Grace now comes directly in view – just a shimmer. I stop and try to look at her but she is too insubstantial. But I see her smile, her eyes hollow.
‘I know,’ I say. ‘Me.’ And she becomes air again.
I walk, aiming for the Horniman grounds once more. That’s why she has appeared. She is calling me there so that we can talk this out. Me and her. She is calling me so that we can untangle it together, the thing that has been tugging at my brain.
Seb lied to me. I’m less sure about his motivation than I was last night, mixed as it was with his warmth and whisky. Was he just trying to confirm my suspicions? I don’t think so any longer.
I walk through the main entrance since it is daytime. There are no walkers or visitors at this hour, though. Only a few pigeons, grubbing for food, and me. I make my way to a sheltered spot I sometimes sleep in. My feet are fleet. The air carries me.
He didn’t.
Seb lied.
There is the hollow formed from dead branches and twigs, still unmolested. I made this a few weeks ago as a shelter, before all of this. Before Squire, when the world was clearer. There is slime and rotting mulch now under its awning, but I am alone here.
I shut my eyes and catch Grace’s hand as she holds it out to me. She leads me somewhere deep inside a memory. The flames kick out at the wall. They glow and dance and crackle to the sound of a hissing turntable. I glance out from behind the edge of the sofa. He is standing over her, his legs steepled on either side. Can I see his face?
There are thoughts that are running through my head which feel as if they are chasing me or leading me somewhere. But they are there, with me.
I can’t go back there to Seb yet.
I have the QC to see on Monday. It’s Saturday now. Until then I can wait here.
Untangling. Collecting. Connecting.
If all the while, unravelling.
43
Monday
Nasreen’s chambers are exactly as I had pictured them. There are clerks in a clerks’ room busy on telephones and computer screens. The waiting room that I’m shown to has prints of hand-drawn caricatures of barristers on the walls. Through the glass door I see what must be the barristers, rushing past in smart suits. Then after a few minutes of waiting, a teenager in polyester comes to take us through to the conference room.
‘Can I get you some tea or coffee, Miss?’ he says to Jan as he leads us through a panelled corridor.
‘A coffee would be great, Mike,’ she says. ‘Xander?’
‘I’m fine with water, thanks.’
The words dry in my mouth. I am nervous here. This place is secluded like a Cambridge college, serious in a way that Cambridge wasn’t.
He shows us into a handsome room where a woman is waiting with a restrained smile. I glance round. More wood panelling. Sash windows open out on to a cobbled courtyard, making the place feel like a parody.
‘Mr Shute, I’m Nasreen. Do have a seat,’ she says to me, before turning to Jan. ‘How lovely to see you again, Janine.’
Jan smiles and sits next to me at the large glass table. Nasreen taps her laptop shut and leans forward to me.
‘Mr Shute. Let’s get to it, shall we? I’ve been through what the prosecution has served in terms of papers. There’s good and bad news from what I can see.’
I find myself nodding even as I am dangling by a thread in her fingers.
‘The good news is that there is no forensic evidence to link you to the murder whatsoever. By which I mean there is none anywhere near the body or even in the room as far as one can tell. Although you can be sure that they will be continuing to investigate and so you shouldn’t be surprised if we are served with evidence last minute.’
‘Okay,’ I say, and I look across at Jan who seems relaxed now, in the hands of the expert.
‘There are, however, your admissions in your interviews. I am bound to say, Mr Shute, if you had listened to advice in your last interview, they wouldn’t even have that. I mean, I think we could have excluded the earlier admissions made without a caution having been administered. But we are where we are.’
‘Where is that?’ I ask.
‘That depends on you, Mr Shute. If you stand by your admissions in the interviews, we have you at the scene of the murder as it is happening, with no good explanation for being there. Not to mention the emptying of a significant sum of cash from a bank account, weeks before the death.’ She says this last part with a raised eyebrow as if expecting me to protest.
‘What do you mean, stand by my interviews? I can’t unsay what I’ve said.’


WHAT YOU WILL DO: Scan the entries for the word "name", and copy every line where it appears.
'''
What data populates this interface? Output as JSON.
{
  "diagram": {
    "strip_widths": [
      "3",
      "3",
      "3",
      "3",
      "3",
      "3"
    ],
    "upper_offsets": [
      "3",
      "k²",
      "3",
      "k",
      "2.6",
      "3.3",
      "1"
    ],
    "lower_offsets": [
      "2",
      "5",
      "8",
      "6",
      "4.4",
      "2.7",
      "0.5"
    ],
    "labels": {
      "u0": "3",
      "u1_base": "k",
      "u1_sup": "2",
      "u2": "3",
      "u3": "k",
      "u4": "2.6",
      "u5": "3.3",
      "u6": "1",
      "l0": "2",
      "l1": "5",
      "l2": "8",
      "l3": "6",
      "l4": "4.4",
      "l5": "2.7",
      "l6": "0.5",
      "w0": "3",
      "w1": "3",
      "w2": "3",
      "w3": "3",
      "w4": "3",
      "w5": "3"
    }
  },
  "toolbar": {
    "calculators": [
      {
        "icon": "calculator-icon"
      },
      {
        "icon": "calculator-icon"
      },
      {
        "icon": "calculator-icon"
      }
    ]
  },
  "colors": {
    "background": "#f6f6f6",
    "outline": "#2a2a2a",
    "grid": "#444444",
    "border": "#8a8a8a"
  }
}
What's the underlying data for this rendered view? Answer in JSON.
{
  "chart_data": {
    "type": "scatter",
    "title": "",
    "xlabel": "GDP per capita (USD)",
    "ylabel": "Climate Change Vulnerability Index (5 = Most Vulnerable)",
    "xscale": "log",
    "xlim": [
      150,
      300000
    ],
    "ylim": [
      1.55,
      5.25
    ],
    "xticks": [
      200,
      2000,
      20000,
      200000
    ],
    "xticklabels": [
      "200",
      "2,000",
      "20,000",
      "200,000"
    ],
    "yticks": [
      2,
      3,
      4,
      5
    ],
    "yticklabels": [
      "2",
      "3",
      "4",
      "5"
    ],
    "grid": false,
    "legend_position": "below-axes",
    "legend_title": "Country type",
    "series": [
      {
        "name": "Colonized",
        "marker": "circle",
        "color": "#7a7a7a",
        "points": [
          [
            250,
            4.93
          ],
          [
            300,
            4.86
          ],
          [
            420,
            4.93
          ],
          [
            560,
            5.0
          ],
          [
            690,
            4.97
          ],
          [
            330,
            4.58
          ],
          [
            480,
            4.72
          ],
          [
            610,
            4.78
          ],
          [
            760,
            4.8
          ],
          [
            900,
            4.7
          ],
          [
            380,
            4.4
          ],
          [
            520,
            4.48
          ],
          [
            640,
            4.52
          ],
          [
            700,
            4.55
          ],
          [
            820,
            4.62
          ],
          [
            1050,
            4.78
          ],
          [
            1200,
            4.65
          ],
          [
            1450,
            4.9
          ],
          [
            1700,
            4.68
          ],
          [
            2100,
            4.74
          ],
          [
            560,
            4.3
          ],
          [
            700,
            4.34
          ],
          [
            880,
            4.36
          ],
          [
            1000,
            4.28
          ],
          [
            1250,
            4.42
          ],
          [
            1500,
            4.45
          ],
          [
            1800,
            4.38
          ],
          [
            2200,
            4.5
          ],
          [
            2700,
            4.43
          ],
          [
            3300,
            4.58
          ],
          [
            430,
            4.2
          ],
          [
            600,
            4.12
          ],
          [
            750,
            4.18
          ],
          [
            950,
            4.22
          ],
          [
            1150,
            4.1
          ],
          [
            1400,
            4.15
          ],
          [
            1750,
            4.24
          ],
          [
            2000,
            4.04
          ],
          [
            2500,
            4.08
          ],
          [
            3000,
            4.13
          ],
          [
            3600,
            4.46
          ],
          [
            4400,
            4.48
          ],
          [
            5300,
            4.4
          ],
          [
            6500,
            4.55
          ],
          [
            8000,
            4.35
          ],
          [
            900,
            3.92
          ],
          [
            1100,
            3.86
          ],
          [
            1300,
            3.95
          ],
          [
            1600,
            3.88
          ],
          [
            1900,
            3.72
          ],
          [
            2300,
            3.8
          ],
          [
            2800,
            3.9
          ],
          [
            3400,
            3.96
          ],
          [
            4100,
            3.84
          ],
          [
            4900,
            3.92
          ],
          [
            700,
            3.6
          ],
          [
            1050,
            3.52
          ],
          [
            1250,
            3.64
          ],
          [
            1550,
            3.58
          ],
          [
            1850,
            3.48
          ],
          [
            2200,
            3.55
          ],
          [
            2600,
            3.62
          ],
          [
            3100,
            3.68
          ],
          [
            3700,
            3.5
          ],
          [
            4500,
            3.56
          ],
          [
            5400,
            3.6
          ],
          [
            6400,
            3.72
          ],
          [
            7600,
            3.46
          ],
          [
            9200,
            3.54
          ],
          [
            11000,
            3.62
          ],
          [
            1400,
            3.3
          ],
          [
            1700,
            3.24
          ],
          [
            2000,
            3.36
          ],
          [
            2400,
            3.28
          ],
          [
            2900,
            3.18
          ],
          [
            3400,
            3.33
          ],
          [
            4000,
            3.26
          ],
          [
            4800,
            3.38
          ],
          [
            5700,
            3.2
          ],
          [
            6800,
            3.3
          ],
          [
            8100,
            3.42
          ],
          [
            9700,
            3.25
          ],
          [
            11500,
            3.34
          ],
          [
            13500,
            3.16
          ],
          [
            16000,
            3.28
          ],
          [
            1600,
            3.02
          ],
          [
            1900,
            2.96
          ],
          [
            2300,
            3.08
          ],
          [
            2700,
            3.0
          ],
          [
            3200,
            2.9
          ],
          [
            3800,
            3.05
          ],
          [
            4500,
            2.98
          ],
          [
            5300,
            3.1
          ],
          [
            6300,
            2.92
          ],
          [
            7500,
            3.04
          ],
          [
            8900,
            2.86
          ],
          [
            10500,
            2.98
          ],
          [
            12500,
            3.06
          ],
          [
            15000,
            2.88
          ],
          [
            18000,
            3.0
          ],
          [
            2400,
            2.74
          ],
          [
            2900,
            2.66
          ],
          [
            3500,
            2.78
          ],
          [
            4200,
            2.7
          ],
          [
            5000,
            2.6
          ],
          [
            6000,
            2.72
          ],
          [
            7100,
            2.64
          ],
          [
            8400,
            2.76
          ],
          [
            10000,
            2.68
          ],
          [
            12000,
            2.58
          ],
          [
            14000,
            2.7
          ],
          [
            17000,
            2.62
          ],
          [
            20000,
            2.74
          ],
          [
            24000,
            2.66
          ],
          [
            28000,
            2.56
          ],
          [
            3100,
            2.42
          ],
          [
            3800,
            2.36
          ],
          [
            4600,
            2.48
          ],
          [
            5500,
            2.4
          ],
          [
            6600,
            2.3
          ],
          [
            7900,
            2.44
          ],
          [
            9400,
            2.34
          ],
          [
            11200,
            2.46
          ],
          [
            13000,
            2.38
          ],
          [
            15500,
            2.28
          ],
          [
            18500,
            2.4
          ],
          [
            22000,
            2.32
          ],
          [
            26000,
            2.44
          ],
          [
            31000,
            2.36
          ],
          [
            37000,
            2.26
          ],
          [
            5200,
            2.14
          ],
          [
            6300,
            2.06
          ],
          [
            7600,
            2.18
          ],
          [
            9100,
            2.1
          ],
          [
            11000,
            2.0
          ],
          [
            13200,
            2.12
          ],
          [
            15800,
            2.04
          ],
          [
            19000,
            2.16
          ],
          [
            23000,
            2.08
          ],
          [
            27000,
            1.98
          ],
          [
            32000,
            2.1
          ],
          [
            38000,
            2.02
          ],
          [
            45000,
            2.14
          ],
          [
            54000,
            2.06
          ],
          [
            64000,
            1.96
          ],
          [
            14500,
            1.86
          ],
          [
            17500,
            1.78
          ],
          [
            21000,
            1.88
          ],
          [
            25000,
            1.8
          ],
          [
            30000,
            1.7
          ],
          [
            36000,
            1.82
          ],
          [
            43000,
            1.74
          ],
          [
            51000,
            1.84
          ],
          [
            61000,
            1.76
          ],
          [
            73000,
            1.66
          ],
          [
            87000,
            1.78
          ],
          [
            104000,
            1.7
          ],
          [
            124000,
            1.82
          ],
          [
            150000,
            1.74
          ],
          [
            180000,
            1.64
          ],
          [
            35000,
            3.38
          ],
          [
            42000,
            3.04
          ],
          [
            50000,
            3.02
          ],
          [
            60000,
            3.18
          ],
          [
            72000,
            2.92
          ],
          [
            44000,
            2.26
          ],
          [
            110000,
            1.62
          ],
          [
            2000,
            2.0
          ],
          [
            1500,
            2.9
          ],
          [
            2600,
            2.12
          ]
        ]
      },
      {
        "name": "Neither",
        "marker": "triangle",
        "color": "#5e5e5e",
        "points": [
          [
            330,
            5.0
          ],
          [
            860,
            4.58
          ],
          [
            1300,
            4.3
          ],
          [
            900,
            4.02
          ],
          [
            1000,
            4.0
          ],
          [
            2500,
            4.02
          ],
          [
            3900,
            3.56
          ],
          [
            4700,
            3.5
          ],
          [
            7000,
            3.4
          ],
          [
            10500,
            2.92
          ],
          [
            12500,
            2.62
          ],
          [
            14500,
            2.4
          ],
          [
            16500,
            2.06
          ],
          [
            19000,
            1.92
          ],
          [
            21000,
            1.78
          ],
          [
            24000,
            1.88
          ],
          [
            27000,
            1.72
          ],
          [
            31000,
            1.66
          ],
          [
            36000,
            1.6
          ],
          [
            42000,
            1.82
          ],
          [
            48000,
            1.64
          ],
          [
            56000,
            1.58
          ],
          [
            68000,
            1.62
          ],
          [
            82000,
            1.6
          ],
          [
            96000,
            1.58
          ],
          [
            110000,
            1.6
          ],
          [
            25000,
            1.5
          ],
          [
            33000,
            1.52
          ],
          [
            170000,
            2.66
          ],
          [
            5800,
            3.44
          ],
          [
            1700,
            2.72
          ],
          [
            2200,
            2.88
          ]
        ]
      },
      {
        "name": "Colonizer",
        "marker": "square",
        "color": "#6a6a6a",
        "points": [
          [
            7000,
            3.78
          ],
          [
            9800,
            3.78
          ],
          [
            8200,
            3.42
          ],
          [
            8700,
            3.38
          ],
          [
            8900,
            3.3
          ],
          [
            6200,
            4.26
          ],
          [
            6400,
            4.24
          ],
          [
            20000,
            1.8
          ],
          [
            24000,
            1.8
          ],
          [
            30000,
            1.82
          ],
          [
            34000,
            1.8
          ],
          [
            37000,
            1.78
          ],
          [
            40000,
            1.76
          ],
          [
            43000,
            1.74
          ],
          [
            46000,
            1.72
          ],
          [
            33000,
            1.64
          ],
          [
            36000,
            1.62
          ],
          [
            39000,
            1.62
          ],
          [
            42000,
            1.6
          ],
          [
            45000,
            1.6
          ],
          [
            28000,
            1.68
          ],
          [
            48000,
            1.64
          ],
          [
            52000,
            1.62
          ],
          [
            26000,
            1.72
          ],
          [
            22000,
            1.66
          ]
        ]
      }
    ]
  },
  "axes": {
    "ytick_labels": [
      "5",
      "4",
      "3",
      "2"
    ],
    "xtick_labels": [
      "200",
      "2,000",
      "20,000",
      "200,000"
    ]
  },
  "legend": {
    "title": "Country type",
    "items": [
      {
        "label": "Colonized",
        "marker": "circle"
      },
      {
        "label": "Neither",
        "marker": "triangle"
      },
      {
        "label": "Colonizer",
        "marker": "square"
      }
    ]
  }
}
'''
'''
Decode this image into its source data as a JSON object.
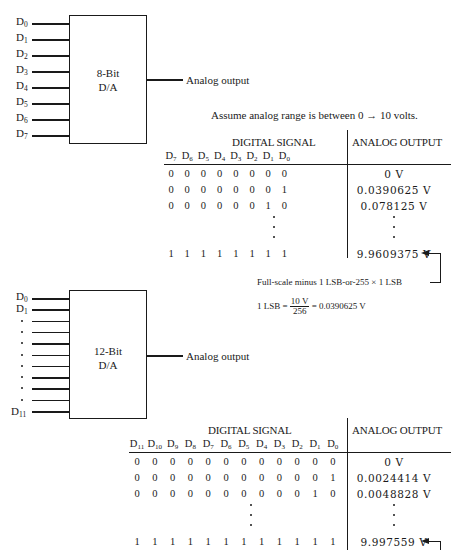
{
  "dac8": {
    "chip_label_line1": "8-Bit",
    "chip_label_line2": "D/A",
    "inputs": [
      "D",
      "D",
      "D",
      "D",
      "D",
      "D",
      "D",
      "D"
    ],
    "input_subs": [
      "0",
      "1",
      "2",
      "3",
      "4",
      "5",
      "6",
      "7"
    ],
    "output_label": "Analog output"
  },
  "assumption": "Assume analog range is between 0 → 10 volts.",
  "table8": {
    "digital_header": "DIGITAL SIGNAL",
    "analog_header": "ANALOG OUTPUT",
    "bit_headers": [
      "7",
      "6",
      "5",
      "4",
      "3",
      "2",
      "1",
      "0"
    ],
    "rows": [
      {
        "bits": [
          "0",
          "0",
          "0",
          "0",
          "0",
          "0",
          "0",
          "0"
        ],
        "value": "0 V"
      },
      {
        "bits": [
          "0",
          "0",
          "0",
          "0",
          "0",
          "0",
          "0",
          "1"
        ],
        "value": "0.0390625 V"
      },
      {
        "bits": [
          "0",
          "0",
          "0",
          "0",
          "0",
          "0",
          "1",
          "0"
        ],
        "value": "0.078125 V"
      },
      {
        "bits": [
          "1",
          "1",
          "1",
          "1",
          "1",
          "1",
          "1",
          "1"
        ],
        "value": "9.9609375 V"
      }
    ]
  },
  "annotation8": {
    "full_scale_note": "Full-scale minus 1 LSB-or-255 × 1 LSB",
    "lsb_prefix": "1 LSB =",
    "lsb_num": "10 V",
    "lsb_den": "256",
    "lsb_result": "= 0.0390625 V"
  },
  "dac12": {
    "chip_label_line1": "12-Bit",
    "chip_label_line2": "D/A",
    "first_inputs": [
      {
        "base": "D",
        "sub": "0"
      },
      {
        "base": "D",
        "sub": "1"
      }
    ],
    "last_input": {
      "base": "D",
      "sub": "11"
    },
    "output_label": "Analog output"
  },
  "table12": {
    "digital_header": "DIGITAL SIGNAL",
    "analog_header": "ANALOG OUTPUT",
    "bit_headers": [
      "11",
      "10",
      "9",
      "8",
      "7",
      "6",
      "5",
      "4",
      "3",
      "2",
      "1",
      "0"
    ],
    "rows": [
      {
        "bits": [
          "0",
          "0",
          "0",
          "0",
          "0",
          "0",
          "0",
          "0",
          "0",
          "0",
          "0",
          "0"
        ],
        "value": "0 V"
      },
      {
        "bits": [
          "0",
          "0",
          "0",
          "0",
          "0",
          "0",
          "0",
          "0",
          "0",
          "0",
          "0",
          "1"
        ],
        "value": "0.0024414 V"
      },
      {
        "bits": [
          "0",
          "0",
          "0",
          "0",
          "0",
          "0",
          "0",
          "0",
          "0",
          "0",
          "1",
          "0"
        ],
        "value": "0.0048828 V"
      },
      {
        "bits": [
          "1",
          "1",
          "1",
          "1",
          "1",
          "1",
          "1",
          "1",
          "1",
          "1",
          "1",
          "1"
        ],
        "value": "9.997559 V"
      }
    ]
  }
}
'''
SOLUTION TO THIS EXERCISE:
        "name": "Colonized",
        "name": "Neither",
        "name": "Colonizer",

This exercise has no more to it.